Starring: Robert De Niro, Edward Burns, and Karel Roden
Directed by John Herzfeld
Year: 2001
IMDB / Wikipedia
When I was a bright-eyed journalist cutting my teeth on the college newspaper, I thought long and hard about what I would need to do to get along in this business. I always wondered how some reporters got the big stories and the people who vowed to keep their mouths shut to tell their side of things. Then I learned that journalism isn’t about cracking a case like a detective, it’s about agreements. If you can get someone to agree to tell their story they will expect something in return. Whether it’s money or a favorable slant on the story, journalism is more of a two-way street than anyone ever thought.
15 Minutes was billed as a gritty take on the media (personified by Kelsey Grammer), the police (Robert DeNiro), and how the two helped one another. Mixed into this agreement and the sensationalism that follows, are two Eartern European criminals (Karel Roden and Oleg Taktarov) who decide to buy into the fame and fortune of crime they see on television and videotape their crimes to, one day, sell for a fortune. Along for the ride is an idealistic Fire Marshall (Edward Burns) who does his best to be the moral compass of the story.
The last movie reviewed here was helmed by a director whose distinct lack of style was noteworthy. With this film, the director has too much style, making odd shot choices, and telling a good story with a slew of A-List actors very poorly. There was so much ham on screen I don’t think observant Jewish people should view it. The stars seemed to be forced to chew the scenery so much I could see bleeding gums. This movie should have been a great crime drama/thriller but, instead, was two hours of people overacting and making stupid looks into the camera (way to break the fourth wall, dumbass!).
More than that, we finally saw that Edward Burns is not the big movie star he was advertised as being. His role was simple enough they could have brought in any young actor to play it. It required a gritty innocence that anyone could have pulled off but, somehow, it seemed forced and contrived when coming from Burns. Someone once told me that any bad actor is one where you can tell he/she is trying to act. For Burns, he looked uncomfortable and unnatural on screen surrounded by all of these acting heavyweights. A better script would have called for more screen time for DeNiro and his partner, aptly played by Avery Brooks, a man who overacts so well that it actually becomes good.

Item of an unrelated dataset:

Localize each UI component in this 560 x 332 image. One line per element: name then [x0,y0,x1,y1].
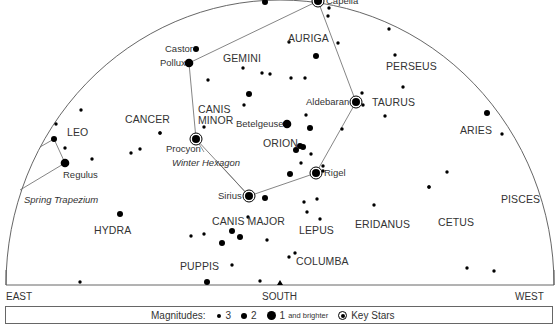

I have said in the past that I do not have a bad movie in my collection. Here I am, only a handful of movies into this project, and I have to recant. I can’t believe I paid money for this piece of shit. It was profound the first time I saw it but it didn’t have staying power. Lesson learned. Moving on.
Most Valuable Actor: Oleg Taktarov as Oleg Razgul, the “director” criminal. how can one actor be, simultaneously, the best and worst thing about a movie. He was the best because he was so childlike and, really, the only principle who didn’t seem like he was acting. Plus, he got some really good lines as he was the only comic relief in the film. He was the worst, however, because this film didn’t need him to be comic relief. He could have been written as a straight-man accomplice and it would have had a more resonating effect that countered Karel Roden’s sociopathic character. Oleg gets this distinction because he took a shitty part and did it very well.